If you like the habit of checking a daily summary like Now Brief on Galaxy phones, CC is Google’s take, but with a different home base. Instead of living as something you check on your phone, Google is putting the briefing in email and letting you reply to it for follow-up help.

Recommended Videos

Google says CC connects to Gmail, Google Calendar, Google Drive, and the wider web to build an understanding of your day.

What CC puts in your inbox

The “Your Day Ahead” message is designed to synthesize your schedule, key tasks, and updates into one clear summary. Google’s examples are practical, think reminders like paying a bill or preparing for an appointment, surfaced alongside the context you’d otherwise hunt down across apps.

CC is also meant to speed up the next click. Google says it can prepare email drafts and generate calendar links when needed, so the briefing can hand you an action path instead of just a recap.

You can email CC anytime

CC isn’t limited to the morning email. Google says you can steer it by replying to the briefing or emailing CC directly with custom requests, which is where the “agent” framing starts to matter.

Over time, Google says you can teach CC things about yourself and ask it to remember ideas and to-dos. The promise is simple: you keep working in your inbox, and CC becomes a running thread for organization and follow-through.

How to join the waitlist

This is an early Google Labs experiment, and access is gated. Google says early access is available today for eligible consumer account users 18+ in the US and Canada, starting with Google AI Ultra and other paid subscribers, with a waitlist sign-up on its website.
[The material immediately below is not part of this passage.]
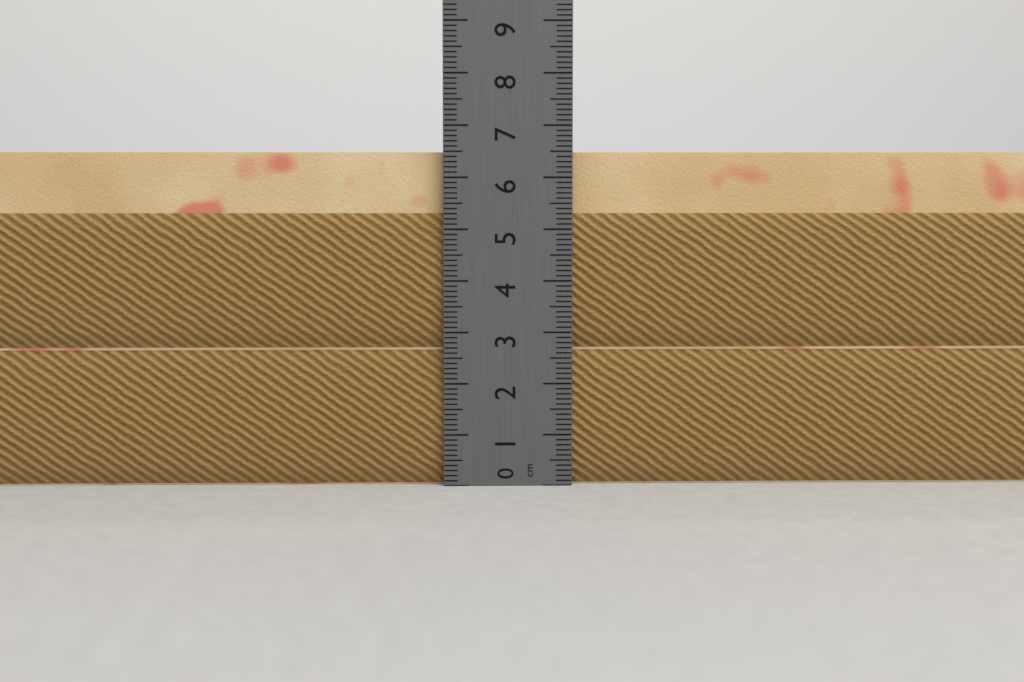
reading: 6.5 cm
Before you jump in, note what Google hasn’t specified here: pricing for AI Ultra, which paid tiers qualify, and the exact controls around permissions and memory across Gmail, Calendar, Drive, and the wider web. If the concept clicks for you, the practical next step is joining the waitlist, then reviewing your account permissions as it rolls out.

Paulo Vargas
Paulo Vargas is an English major turned reporter turned technical writer, with a career that has always circled back to…
The coolest things we saw at Computex 2026, from space-ready motherboards to fan-cooled mice
The PC hardware that stole the show for us at Computex 2026
Motherboard, mouse, Laptop and router

Computex 2026 is over, and as usual, the show floor was packed with more laptops, PCs, components, peripherals, and oddball gadgets than any one person could properly process in a few days. There were sleek ultrabooks, massive gaming rigs, AI PCs, experimental designs, and plenty of products that looked like they were built mainly to make people stop and stare.
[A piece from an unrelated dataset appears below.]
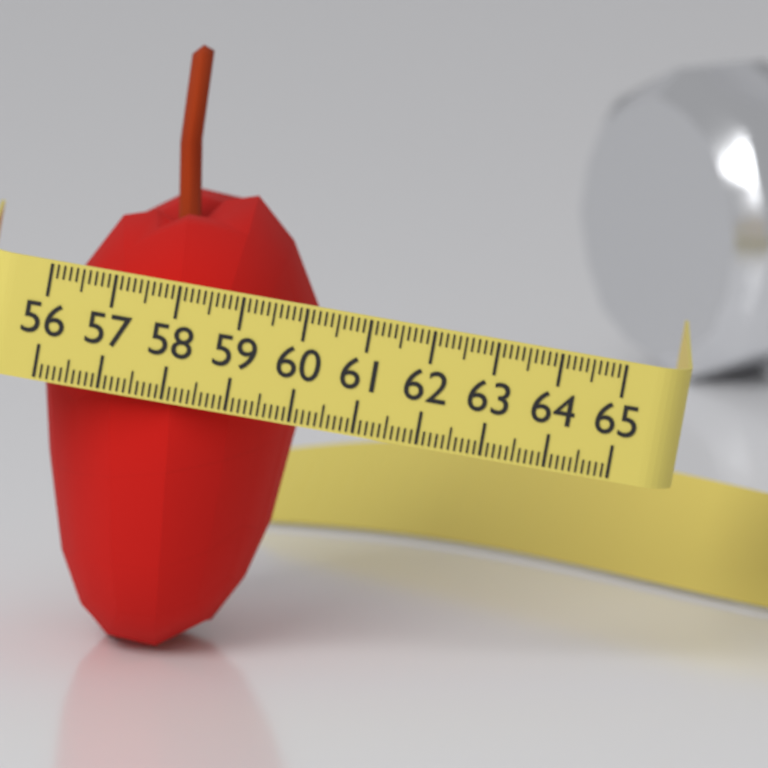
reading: 60.2 (no unit)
A handful of products stayed on our minds long after we left the show floor. They weren’t always the most practical, powerful, or important announcements, but each had something memorable about it. So, in no particular order, here are the coolest things we saw at Computex 2026.

Read more
Microsoft just killed one of the coolest features of its Edge browser to favor more AI
RIP Collections, you were too practical for the AI era
Edge browser icon

No no no, we are not sad. *slumps in the corner crying*

Microsoft is officially shutting down Collections, one of the more unique productivity features inside the Edge browser, and many users believe the move reflects the company’s growing obsession with AI-first experiences.

Read more
MacOS 27 could finally end Intel Mac support and bring smarter Siri upgrades
MacOS 27 rumors suggest Apple is ready to emotionally damage Intel Mac owners
MacOS

Apple’s next major Mac software update may mark the beginning of the end for Intel-powered Macs while also pushing deeper into AI-powered experiences. New rumors surrounding macOS 27 suggest Apple is preparing significant changes ranging from smarter Siri capabilities to refinements for its controversial “Liquid Glass” design language.

According to reports, macOS 27 could become the first version of macOS to substantially reduce or fully end support for Intel-based Macs, completing a transition Apple began in 2020 with the launch of its first Apple Silicon chips. While Apple has steadily shifted focus toward M-series processors over the past several years, macOS 27 may represent the clearest sign yet that the company is ready to leave Intel hardware behind. Although this is not new news - Apple was already looking to phase out Intel-powered Macs when it rolled out macOS Tahoe last year.